Year of Faith shows each person is a field of treasure

Features Joy Cowley3 July 2012 The kingdom of Heaven is like a treasure lying buried in a field. The man who found it, buried it again; and for sheer joy…

Features

Joy Cowley
3 July 2012

altThe kingdom of Heaven is like a treasure lying buried in a field. The man who found it, buried it again; and for sheer joy went and sold everything he had, and bought that field. (Matthew 13:44)

If you put nine Catholics together and asked them to define ‘Faith’ you would probably get nine different answers. Someone might say, ‘Church Teaching’, another, ‘Trust’, or ‘Belief in God’. Answers could include words or phrases like ‘Regular Mass attendance’ or ‘baptism’ or ‘Devotion’ or ‘the sacraments’, or ‘Life in Jesus’ and all would be correct because faith is not an external thing, it lies at the heart of who we are. Faith is our response to the God-call within us, and the way the Church nurtures our response.

For each, the faith response might be a little different. Generally, men and women are different and complementary: many men have a vertical faith path through structure and information, the paths of Ss Peter and Paul. For the majority of women it’s a lateral outreach through intuition and relationship, the paths of Mary and St John.

These are not separate journeys but gifts to each other and the vertical and lateral combine to form the symbol of the cross of the risen Christ. Ultimately, this is what our faith is all about, our connection to God through Jesus.

We all have an inbuilt hunger for God. However we define our faith response to that, it is contained in ‘journey’.

Faith is not a static state. It is a movement through stages of awareness, each taking us deeper so that we come to a place where ‘belief’ becomes ‘knowing’ and that knowing fills us beyond words.

In the ‘Year of Faith’ the Holy Father is calling us all to this deeper place where we experience the presence of Jesus as ‘The Way, the Truth and the Life,’ (John 14:6) and find in that, an inner freedom that the tensions of the world cannot touch.

The journey is not for a pious few. It’s as practical as peeling spuds. We take time to actively nourish the body and the soul.

Benedict is urging us to take advantage of all that the Church offers us to deepen our faith and, for me, that means embracing the maximum rather than the minimum to satisfy spiritual hunger. The sacraments, prayer, scripture, silent reflection, community celebration are not postscripts to life: they are at the heart of it. Everything else flows from this centre.

My favourite parable is one of the shortest in the gospels but in it Jesus tells us a profound truth about ourselves as individuals and Church.

The parable is the treasure in the field. If we read it superficially we can be a little puzzled. The man who unearthed the treasure buried it again, then, in great happiness, sold everything he had to buy the field.

In the world of commerce, this doesn’t make sense, but it is the perfect metaphor for spiritual reality. The Church is the field holding the great treasure and the treasure is not separate from it. A field is a field. It has areas of rich growth that may change with the seasons. There may be a few stones, a few weeds, but that is the nature of fields. We are in error if we focus on stones and weeds. We miss out on the treasure.
I believe Pope Benedict is calling us all to see the field with the eyes of love, for what we know of love, we know of God. (Those who live in love, live in God and God lives in them. 1 John 4:16) For all of us, this is the most effective way of recognising the sacred treasure. Love will always see the beauty in the field.

The challenge the Holy Father puts before us in this Year of Faith is one of fulfilment, to become what God means us to be – individually and as Catholic community. When we accept this challenge we discover the extent of the parable. It not only describes our beloved Church, it describes us.

Every one of us is a field holding the treasure of God.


▶ [WHAT IS NEEDED]: Please give back each entry below unaltered, leaving the pictures out.

▶ [GIVEN DATA]:
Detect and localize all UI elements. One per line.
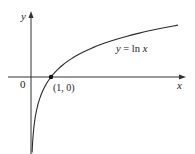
origin-label: 0: [20, 78, 26, 90]
y-axis-label: y: [20, 10, 26, 22]
x-axis-label: x: [176, 79, 182, 91]
ln-graph: y 0 (1, 0) x y = ln x: [0, 0, 195, 154]
curve-label: y = ln x: [115, 43, 148, 54]
point-marker: [49, 75, 53, 79]
y-axis-arrow-icon: [29, 11, 34, 18]
point-label: (1, 0): [53, 82, 75, 94]
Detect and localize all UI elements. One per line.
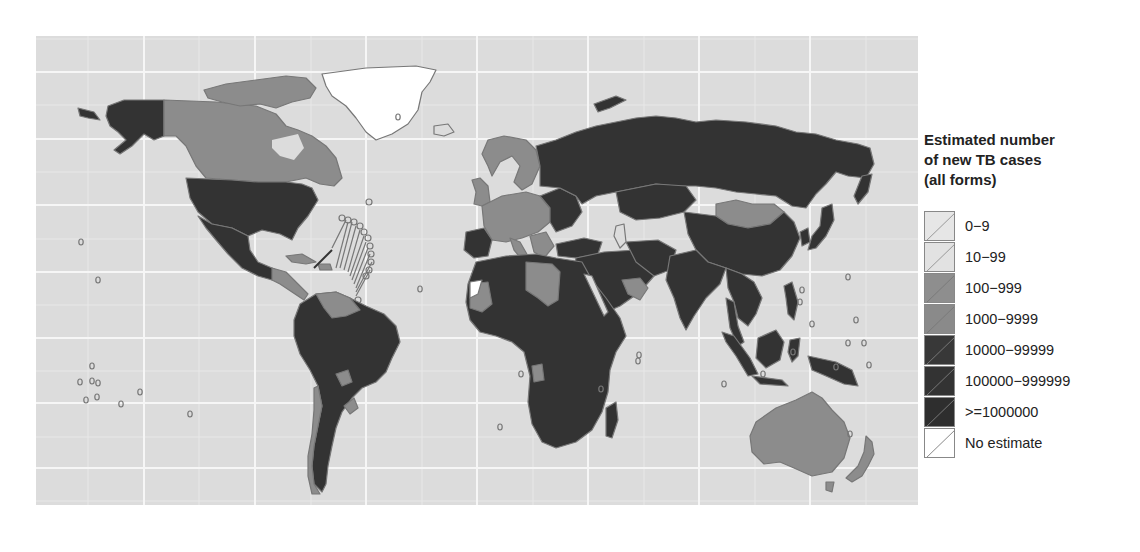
region-usa: [186, 178, 318, 240]
map-panel: [36, 36, 918, 505]
region-aleutians: [78, 108, 100, 120]
region-greenland: [322, 66, 436, 140]
legend-swatch: [924, 211, 955, 241]
region-java: [752, 376, 788, 386]
legend-label: 10000−99999: [965, 342, 1054, 358]
region-madagascar: [606, 402, 618, 438]
legend-swatch: [924, 242, 955, 272]
legend-label: 0−9: [965, 218, 990, 234]
legend-label: >=1000000: [965, 404, 1038, 420]
legend-swatch: [924, 304, 955, 334]
legend-swatch: [924, 273, 955, 303]
region-uk: [472, 178, 490, 206]
region-japan: [808, 204, 834, 250]
region-hispaniola: [318, 264, 332, 270]
region-iceland: [434, 124, 454, 136]
legend-label: 100000−999999: [965, 373, 1070, 389]
legend-label: 100−999: [965, 280, 1022, 296]
legend-label: 10−99: [965, 249, 1006, 265]
caribbean-island-markers: [332, 199, 374, 303]
legend-swatch: [924, 428, 955, 458]
region-russia: [536, 116, 874, 208]
legend-item-no-estimate: No estimate: [924, 427, 1134, 458]
region-canada: [164, 100, 342, 186]
region-novaya-zemlya: [594, 96, 626, 112]
region-png: [808, 356, 858, 386]
legend-swatch: [924, 397, 955, 427]
region-sulawesi: [788, 338, 800, 362]
legend-item-10-99: 10−99: [924, 241, 1134, 272]
legend-swatch: [924, 366, 955, 396]
region-tasmania: [826, 482, 834, 492]
region-new-zealand: [846, 436, 874, 482]
region-korea: [800, 228, 810, 246]
region-gabon: [532, 364, 544, 382]
legend-item-100-999: 100−999: [924, 272, 1134, 303]
legend-item-1000-9999: 1000−9999: [924, 303, 1134, 334]
region-philippines: [784, 282, 798, 320]
legend-title-line-3: (all forms): [924, 170, 1134, 190]
region-scandinavia: [482, 136, 540, 190]
region-borneo: [756, 330, 784, 368]
legend-item-0-9: 0−9: [924, 210, 1134, 241]
region-alaska: [106, 100, 164, 154]
legend-item-10000-99999: 10000−99999: [924, 334, 1134, 365]
legend-item-ge-1000000: >=1000000: [924, 396, 1134, 427]
legend-title-line-1: Estimated number: [924, 130, 1134, 150]
legend-swatch: [924, 335, 955, 365]
legend-label: 1000−9999: [965, 311, 1038, 327]
legend-label: No estimate: [965, 435, 1042, 451]
legend: Estimated number of new TB cases (all fo…: [924, 130, 1134, 458]
legend-title-line-2: of new TB cases: [924, 150, 1134, 170]
legend-item-100000-999999: 100000−999999: [924, 365, 1134, 396]
region-kamchatka: [854, 174, 872, 204]
world-map: [36, 36, 918, 505]
legend-title: Estimated number of new TB cases (all fo…: [924, 130, 1134, 190]
region-caspian: [614, 224, 626, 248]
region-australia: [750, 392, 850, 476]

▶ [RESULT OF THIS EXERCISE]:
Detect and localize all UI elements. One per line.
origin-label: 0: [20, 78, 26, 90]
y-axis-label: y: [20, 10, 26, 22]
x-axis-label: x: [176, 79, 182, 91]
ln-graph: y 0 (1, 0) x y = ln x: [0, 0, 195, 154]
curve-label: y = ln x: [115, 43, 148, 54]
point-marker: [49, 75, 53, 79]
y-axis-arrow-icon: [29, 11, 34, 18]
point-label: (1, 0): [53, 82, 75, 94]
Detect and localize all UI elements. One per line.
region-usa: [186, 178, 318, 240]
map-panel: [36, 36, 918, 505]
region-aleutians: [78, 108, 100, 120]
region-greenland: [322, 66, 436, 140]
legend-swatch: [924, 211, 955, 241]
region-java: [752, 376, 788, 386]
legend-label: 10000−99999: [965, 342, 1054, 358]
region-madagascar: [606, 402, 618, 438]
legend-swatch: [924, 242, 955, 272]
legend-label: 0−9: [965, 218, 990, 234]
legend-label: >=1000000: [965, 404, 1038, 420]
legend-swatch: [924, 304, 955, 334]
legend-swatch: [924, 273, 955, 303]
region-uk: [472, 178, 490, 206]
region-japan: [808, 204, 834, 250]
region-hispaniola: [318, 264, 332, 270]
region-iceland: [434, 124, 454, 136]
legend-label: 100000−999999: [965, 373, 1070, 389]
legend-label: 100−999: [965, 280, 1022, 296]
legend-label: 10−99: [965, 249, 1006, 265]
caribbean-island-markers: [332, 199, 374, 303]
legend-swatch: [924, 428, 955, 458]
region-russia: [536, 116, 874, 208]
legend-item-no-estimate: No estimate: [924, 427, 1134, 458]
region-canada: [164, 100, 342, 186]
region-novaya-zemlya: [594, 96, 626, 112]
region-png: [808, 356, 858, 386]
legend-swatch: [924, 397, 955, 427]
region-sulawesi: [788, 338, 800, 362]
legend-item-10-99: 10−99: [924, 241, 1134, 272]
legend-swatch: [924, 366, 955, 396]
region-tasmania: [826, 482, 834, 492]
region-new-zealand: [846, 436, 874, 482]
region-korea: [800, 228, 810, 246]
region-gabon: [532, 364, 544, 382]
legend-item-100-999: 100−999: [924, 272, 1134, 303]
legend-item-1000-9999: 1000−9999: [924, 303, 1134, 334]
region-philippines: [784, 282, 798, 320]
legend-title-line-3: (all forms): [924, 170, 1134, 190]
region-scandinavia: [482, 136, 540, 190]
region-borneo: [756, 330, 784, 368]
legend-item-0-9: 0−9: [924, 210, 1134, 241]
region-alaska: [106, 100, 164, 154]
legend-item-10000-99999: 10000−99999: [924, 334, 1134, 365]
legend-item-ge-1000000: >=1000000: [924, 396, 1134, 427]
legend-title-line-1: Estimated number: [924, 130, 1134, 150]
legend-swatch: [924, 335, 955, 365]
legend-label: 1000−9999: [965, 311, 1038, 327]
legend-label: No estimate: [965, 435, 1042, 451]
legend: Estimated number of new TB cases (all fo…: [924, 130, 1134, 458]
legend-title-line-2: of new TB cases: [924, 150, 1134, 170]
legend-item-100000-999999: 100000−999999: [924, 365, 1134, 396]
region-kamchatka: [854, 174, 872, 204]
world-map: [36, 36, 918, 505]
legend-title: Estimated number of new TB cases (all fo…: [924, 130, 1134, 190]
region-caspian: [614, 224, 626, 248]
region-australia: [750, 392, 850, 476]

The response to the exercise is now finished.